3D Touch

3D Touch is a woefully underrated feature in today’s modern iPhones. There are now (what I consider to be) credible reports suggesting that Apple intends to drop this feature in their 2019 iPhone models.

This is highly unfortunate if true.

What is 3D Touch? #

Ultimately, this is our focus. 3D Touch is something we’ve worked on for a long time—multi, multi, multi years

3D Touch was introduced circa 2015 with the iPhone 6S. It’s the extra informational input of pressure with every touch on the screen. Apparently it was something they’d been working on for a while.

Why is going away? #

Simply put - it failed to become an idiomatic element of the iPhone’s UX language.

Many have speculated on why this is so. Here are the top 5 reasons that I have surmised:

  1. A lack of marketing.
  2. Inconsistent availability across iOS.
  3. Lack of any visual cues to enable discovery.
  4. Lack of developer creativity, from both Apple and 3rd party developers.
  5. It’s unnecessary as a feature, and Haptic Touch is good enough.

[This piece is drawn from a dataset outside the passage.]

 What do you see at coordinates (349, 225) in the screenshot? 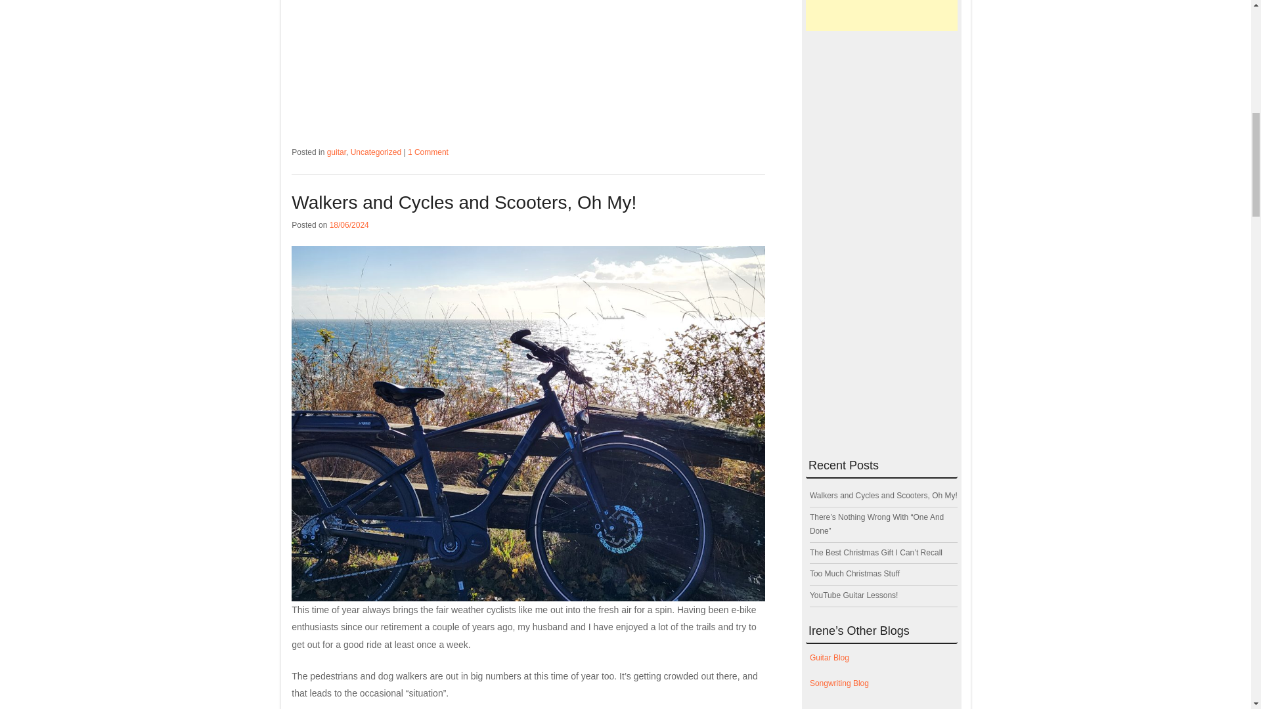
I see `7:49 am` at bounding box center [349, 225].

I personally lean more towards 1-3, with 4 being a soft reason and 5 being absolutely untrue.

Haptic Touch #

“Haptic Touch” is simply a long press gesture coupled with a haptic response. It is touted as the replacement for 3D Touch, and is implemented as such for the iPhone XR. Apple, as always, has chosen to parade it as if it is the greatest thing since sliced bread.

Why should I care? #

Because Haptic Touch is simply not a replacement, and can never be a replacement for 3D Touch. It is a hacky attempt at emulating 3D Touch at best.

Haptic Touch requires you to long-press and wait.

3D Touch is instantaneous.

Haptic Touch over 3D Touch is clearly a degraded user experience. Do not let anyone trick you into believing otherwise, Apple most of all.

Amongst other things: #

On inconsistent availability and the lack of discoverability… #

One of the easiest ways for Apple to have made 3D Touch pervasive and consistently discoverable across the system, in my opinion, would’ve been to automatically convert every single long-press gesture into a 3D Touch gesture. It needn’t have supplanted long-press, but simply added to it.

This has a couple of benefits:

  1. Clear demonstration of utility - 3D Touch offers a faster route of access as compared to a long-press gesture.
  2. Consistency - all apps immediately benefit from 3D Touch across all screens at once, instead of the developer having to manually reiterate over every control in their application(s).
  3. Discoverability - users soon realize that long-press gestures could be activated via 3D Touch, and automatically adapt based on learnt knowledge of existing gestures rather than just trying to press hard on every UI element in the screen.

On the lack of developer effort… #

As a developer, Apple has not made it easy for me to implement a 3D Touch action. Instead of providing a canonical UIGestureRecognizer subclass for 3D Touch (as they so easily could have), they decided to leave it up to the developer to implement.

This makes something that could’ve been stupid simple to integrate annoying and effortful to support.

It’s not just 3rd party developers who suffer from this, it’s Apple too. The Messages app requires a painfully slow long-press to bring up the effects menu, and it could’ve easily been replaced/augmented by a 3D Touch recognizer.

On the lack of creativity… #

Apple has clearly missed out on certain use cases for 3D Touch. Last year, I demonstrated two such cases and won a hackathon for doing so. You can find the code for the project here.

I took existing multi-touch gestures, such as rotate and zoom, and converted them to single-touch gestures with the help of 3D Touch - effectively expanding the scope of single-handed usage for apps implementing these operations.